Gordo Byrn recently wrote a nice summary on his blog about how for him it was almost exactly 10 years of very hard, very long training that took him from an 11:00hr IM to an 8:29 IM with a 2:49 closing run. 10 years. And still, Gordo does not feel he has ever been ready to really race at IMH!!

Slowman was saying that you can’t go from couch potatoe to racing an ironman in 1 year.

Not that you can’t go from ITU racer to ironman in 1 year.

Sure Alexander has been a top athelete for a
while, but he’s very new to the Ironman game. Kona '07 was his first Ironman event. And how about Andy Potts. His longest run was 14 miles… Your point is my point. Perhaps it doesn’t take five years of gearing up for Kona to make a big push. Are you suggesting that Alexander has been putting in Ironman volumes all these years as a short-course athlete?

Yes I am suggesting that he has been pretty well putting in Ironman type “load”…not neccessarily hours, but volumeXinstinsity is on par if not beyond what the IM guys have been doing.

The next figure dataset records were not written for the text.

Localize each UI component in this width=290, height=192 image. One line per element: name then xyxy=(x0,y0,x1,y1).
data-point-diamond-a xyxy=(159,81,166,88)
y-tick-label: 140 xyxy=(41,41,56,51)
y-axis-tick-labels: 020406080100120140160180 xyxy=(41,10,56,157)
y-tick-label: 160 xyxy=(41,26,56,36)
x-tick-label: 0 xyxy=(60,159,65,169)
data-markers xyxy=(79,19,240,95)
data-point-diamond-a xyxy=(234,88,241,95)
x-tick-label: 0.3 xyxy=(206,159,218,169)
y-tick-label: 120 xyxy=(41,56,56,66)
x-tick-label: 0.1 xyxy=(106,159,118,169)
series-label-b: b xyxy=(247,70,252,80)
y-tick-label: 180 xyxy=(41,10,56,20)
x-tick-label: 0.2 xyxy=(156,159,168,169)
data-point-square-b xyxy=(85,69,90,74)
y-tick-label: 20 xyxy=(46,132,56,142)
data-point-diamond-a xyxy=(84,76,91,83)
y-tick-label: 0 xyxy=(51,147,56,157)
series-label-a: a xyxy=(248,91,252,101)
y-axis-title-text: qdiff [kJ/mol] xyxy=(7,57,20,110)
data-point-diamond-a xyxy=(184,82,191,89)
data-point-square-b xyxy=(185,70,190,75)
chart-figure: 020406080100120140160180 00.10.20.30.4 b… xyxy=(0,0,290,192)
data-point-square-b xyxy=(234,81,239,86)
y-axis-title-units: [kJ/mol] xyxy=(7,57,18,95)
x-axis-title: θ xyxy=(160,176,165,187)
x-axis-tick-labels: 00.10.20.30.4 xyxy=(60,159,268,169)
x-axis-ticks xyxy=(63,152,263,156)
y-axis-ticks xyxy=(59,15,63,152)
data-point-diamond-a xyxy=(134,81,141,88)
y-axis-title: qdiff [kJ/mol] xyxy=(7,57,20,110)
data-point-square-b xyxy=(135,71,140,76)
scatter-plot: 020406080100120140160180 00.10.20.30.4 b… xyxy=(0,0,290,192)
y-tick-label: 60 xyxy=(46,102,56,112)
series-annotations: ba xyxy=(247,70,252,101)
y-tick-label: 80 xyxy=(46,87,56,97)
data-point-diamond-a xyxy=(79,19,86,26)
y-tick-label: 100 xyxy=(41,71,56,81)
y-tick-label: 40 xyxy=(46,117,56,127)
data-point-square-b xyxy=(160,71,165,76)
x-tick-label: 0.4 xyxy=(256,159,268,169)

For the record he raced at IMOz before Kona 2007

**Are you suggesting that Alexander has been putting in Ironman volumes all these years as a short-course athlete? **


I think that many would be surprised at the volume of training that it takes to be competitive at the ITU level. If you compare the training programs of say Simon Whitfield to, Craig Alexander, their would be more similarities than differences. It’s all about aerobic fitness and endurance - any race longer than a few minutes is.

Many believe their is this mystic with Ironman, particularly IMH because more than a few very good athletes have taken years to really have a good one there and some truly amazing athletes have never had a good race in Hawaii. But, there are just as many who go over their and lay down good to great performances right away - Wellington is a great example of this. Alexander would be another, as well as Luc Van Lierde, who put to rest that notion that you had to race 5 or six times at IMH to commune with the island or something like that.

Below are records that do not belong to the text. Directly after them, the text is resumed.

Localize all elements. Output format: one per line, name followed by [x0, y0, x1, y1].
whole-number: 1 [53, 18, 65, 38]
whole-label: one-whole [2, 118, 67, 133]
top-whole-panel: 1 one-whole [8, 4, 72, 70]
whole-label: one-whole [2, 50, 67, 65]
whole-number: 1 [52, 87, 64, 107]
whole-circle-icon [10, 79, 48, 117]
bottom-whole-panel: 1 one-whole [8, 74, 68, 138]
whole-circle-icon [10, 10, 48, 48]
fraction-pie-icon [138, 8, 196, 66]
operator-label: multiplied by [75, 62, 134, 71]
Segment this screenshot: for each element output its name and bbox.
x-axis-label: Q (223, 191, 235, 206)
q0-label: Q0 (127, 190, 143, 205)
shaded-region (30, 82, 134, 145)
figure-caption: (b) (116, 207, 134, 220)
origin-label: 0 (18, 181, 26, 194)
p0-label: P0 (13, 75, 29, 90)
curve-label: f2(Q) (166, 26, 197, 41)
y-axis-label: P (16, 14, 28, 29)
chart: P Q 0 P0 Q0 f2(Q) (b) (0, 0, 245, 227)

"Slowman was saying that you can’t go from couch potatoe to racing an ironman in 1 year. "

Exactly. Luc Van Lierde won Kona on his first attempt and had never run more than 30 kms until the race that day. But he was no couch potatoe.

Yes, absolutely.

In fact even a 5k track runner or pro cyclist puts in similar volume.

once the game is endurance, you train till the point your body can’t train anymore, pretty much.

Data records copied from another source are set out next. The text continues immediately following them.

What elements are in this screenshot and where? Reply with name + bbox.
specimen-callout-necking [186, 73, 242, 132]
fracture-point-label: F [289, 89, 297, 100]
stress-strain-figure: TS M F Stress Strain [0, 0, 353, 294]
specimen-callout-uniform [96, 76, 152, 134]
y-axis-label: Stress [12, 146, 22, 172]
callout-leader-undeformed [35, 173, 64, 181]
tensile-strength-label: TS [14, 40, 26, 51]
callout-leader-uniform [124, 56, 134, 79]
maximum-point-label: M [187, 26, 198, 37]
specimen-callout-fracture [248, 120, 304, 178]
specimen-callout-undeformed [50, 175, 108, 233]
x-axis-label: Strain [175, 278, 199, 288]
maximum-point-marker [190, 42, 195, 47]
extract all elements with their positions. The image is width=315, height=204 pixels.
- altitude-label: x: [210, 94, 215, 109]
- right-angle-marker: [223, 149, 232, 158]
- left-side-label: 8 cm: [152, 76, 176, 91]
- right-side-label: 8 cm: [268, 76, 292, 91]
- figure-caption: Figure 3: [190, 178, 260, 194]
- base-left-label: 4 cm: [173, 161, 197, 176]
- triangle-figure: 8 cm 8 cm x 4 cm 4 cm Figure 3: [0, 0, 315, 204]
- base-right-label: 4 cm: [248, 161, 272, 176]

Are you suggesting that Alexander has been putting in Ironman volumes all these years as a short-course athlete?

Several years ago while attending a coaching clinic, a speaker with an exercise science background made the statement “10 years or 10,000 hours” is the time it takes to become truly proficient in a sport. Most triathletes are hindered by their lack of swimming ability, so I feel there is some credibility to the statement.